Make a portion of payments conditional on institutional innovations like natural capital accounting, tenure reform, and co-management frameworks
Develop biocultural condition indices co-produced with IPLCs that capture both quality and quantity of forest cover.
Expand the current fire degradation discount to cover other forms of forest degradation
Establish a formal review and revision process to keep the mechanism responsive to emerging threats.
Frame the $4/hectare payment explicitly as a catalytic incentive rather than a valuation of forests, to avoid it becoming the de facto benchmark for forest worth.
Independently, WWF’s Andrew Deutz has been arguing for the establishment of an expert panel for six to eight months to propose recommendations to improve the TFFF’s forest monitoring approach.
What to Watch
By the end of April, the Interim Board is expected to submit a draft Terms of Reference and a Secretariat composition proposal to the World Bank.
June’s London Climate Action Week may bring new investment announcements and an Interim Board meeting.

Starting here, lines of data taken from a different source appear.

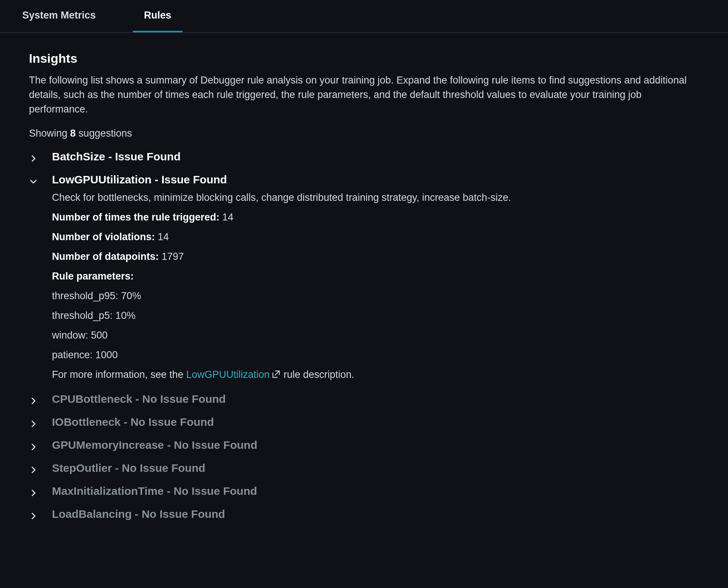 This screenshot has width=728, height=588. I want to click on chevron-down-icon, so click(33, 182).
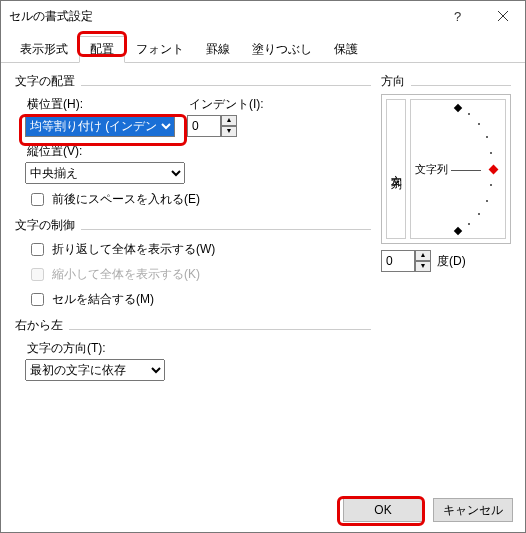 The image size is (526, 533). I want to click on help-button: ?, so click(458, 16).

The UN Forum on Forests in May may include a dedicated session on TFFF country readiness.
TFFF News
In Germany, Lula will ask Merz for more money for the Forest Fund — ICL Noticias, 18 April 2026
Norway joins Brazil in leading innovative rainforest fund — Norwegian Government Press Release, 17 April 2026
Tropical Forest Forever Facility Demonstrates Rapid Progress at IMF/World Bank Spring Meetings — TFFF Press Release, 16 April 2026
TFFF first payments unlikely before 2028 — Climate Home News, 20 March 2026
André Corrêa do Lago, COP30 President: FAO technical cooperation strengthens the new Tropical Forests Forever Fund — FAO Regional Office for Latin America and the Caribbean, 19 March 2026
The TFFF faces a forest of challenges — Environmental Finance, 4 March 2026
TFFF showcases breakthrough forest finance at Davos — TFFF Press Release, 23 January 2026
The Tropical Forest Forever Facility and Its Role in International Forest Finance — Stiftung Wissenschaft und Politik, 1st January 2026
How the TFIF could multiply the TFFF’s forest impact — Anthropocene Fixed Income Institute, 25 November 2025
Luxembourg backs COP30 forest finance facility — Luxembourg Times, 3 December 2025
Thank you for reading Plans-for-the-Planet.